Sample Poems by Jennifer Horne

“Poems of such light and clarity draw us into this tree of Jennifer Horne’s creation.  Bottle Tree is something true, something new, which gleams a world that makes us love it, ‘despite its infidelities’ and days ‘of holes.’  This is a collection of spirits—both ghosts and the living—whistling the rims of our blue bottles and clear blue skies.”—Bonnie Roberts

“Jennifer Horne has made it her business to discern the spirits of family, love, womanhood, the Southern landscape and American history in poems that make up the vernacular sculpture of her collection Bottle Tree. In each of the thirteen sections, Horne’s poems resonate with a topic that is as elegant and imagistic as the women in ‘Chinese Women Gathering Pecans in Tuscaloosa, Alabama’ or as expansive as her epic poem ‘WPA.’ In many of her poems, Horne takes quiet pride in admitting openness to understanding the South and all the spirits that emanate from it, but must, ultimately, be corralled in a verbal bottle tree.
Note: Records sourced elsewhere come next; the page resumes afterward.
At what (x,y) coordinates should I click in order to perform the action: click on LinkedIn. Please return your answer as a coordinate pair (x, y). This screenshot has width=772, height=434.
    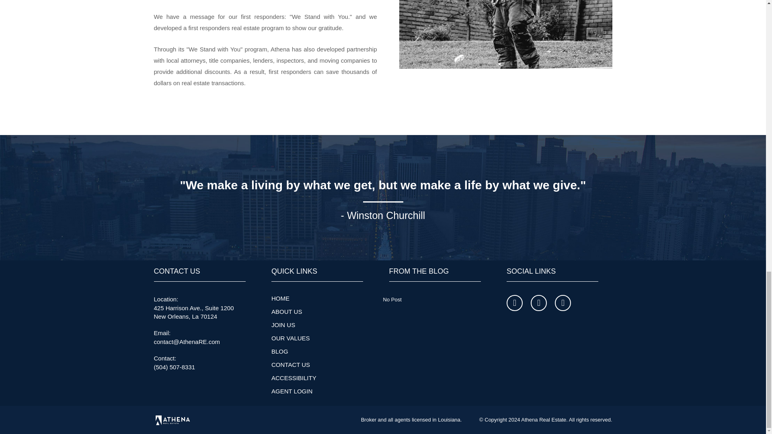
    Looking at the image, I should click on (563, 303).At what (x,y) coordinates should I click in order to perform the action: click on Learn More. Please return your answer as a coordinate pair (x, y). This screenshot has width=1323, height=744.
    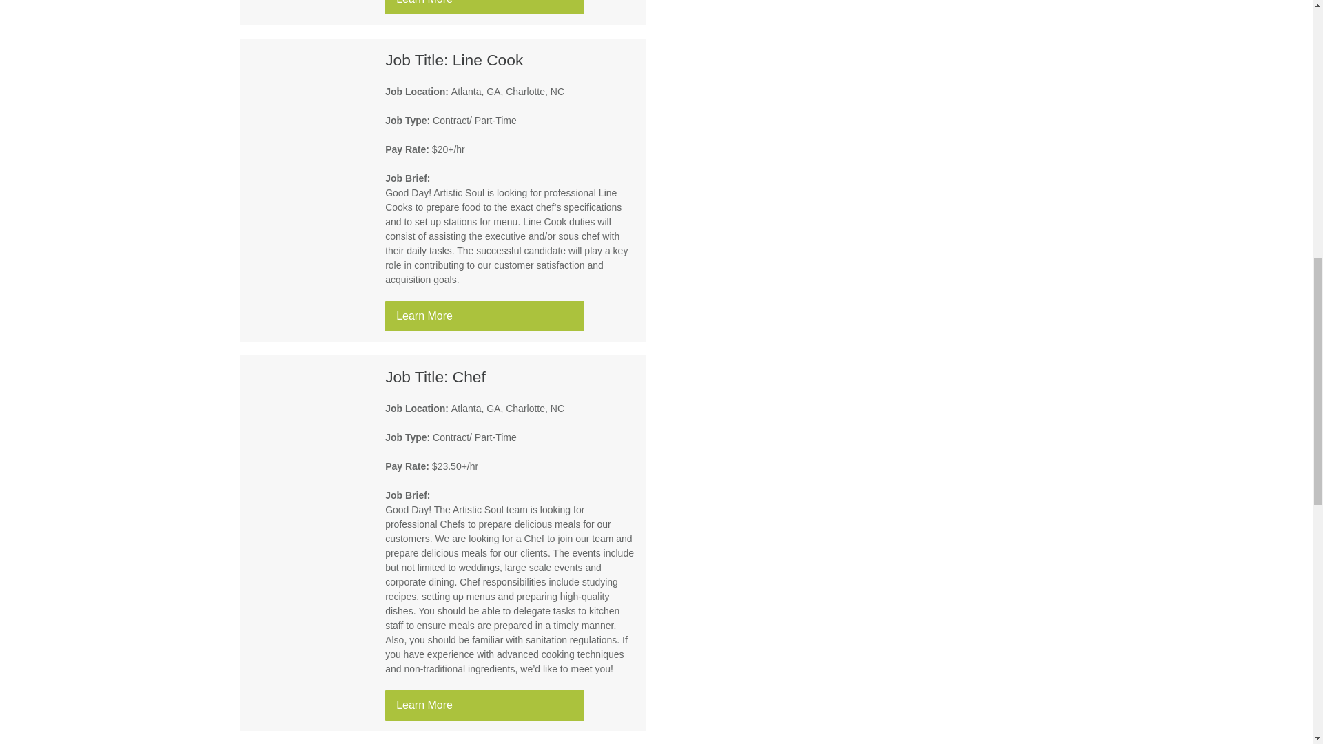
    Looking at the image, I should click on (484, 705).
Not going for verbal pyrotechnics, but lyrically and lovingly urging each subject spirit into its own bright bottle in the sunlight, Horne optimistically envisions a ‘change of heart —/in the old tradition, sudden and lasting.’ Her Bottle Tree glimmers in the landscape of contemporary Southern poetry, and Jennifer Horne is a welcome and surprising new voice!”—Jeanie Thompson

“Keen intelligence and the rich musicality of language make it impossible to over-praise this book. An elegant and sensual writer attuned to the sounds and senses of the environment—Nature and nature, Horne conveys how an ‘entirely ordinary, unexceptional day’ can be anything but, can be a ‘study of love’ and the ways in which  it unfurls in relationships and gives meaning to life.”—Sue Walker

“Jennifer Horne has caught so many of the South’s spirits in her Bottle Tree. She knows the lush, rich colors of glass and experience at once so singular and sectional everyone hears in it a home, and as well the spare syllables of a hard-muscled language that carries the region’s hearts and haints. In the tradition of Faulkner and Welty, Horne takes her place.”—Jake Adam York

Jennifer Horne grew up in Little Rock, Arkansas, and has lived in Alabama since 1986. She holds a BA in the Humanities from Hendrix College, and an MA in English, an MFA in Creative Writing, and an MA in Community Counseling, all from the University of Alabama. The author of a poetry chapbook, Miss Betty’s School of Dance (bluestocking press, 1997), she is also the editor of Working the Dirt: An Anthology of Southern Poets (NewSouth Books, 2003) and co-editor, with Wendy Reed, of All Out of Faith: Southern Women on Spirituality (University of Alabama Press, 2006).  She has worked as a teacher in elementary, high school, college, international, and prison classrooms, and as a journal, magazine, and book editor, and has received fellowships from the Alabama State Council on the Arts and the Seaside Institute. Married to Don Noble, a writer, editor, and literary interviewer, she lives in Cottondale, Alabama.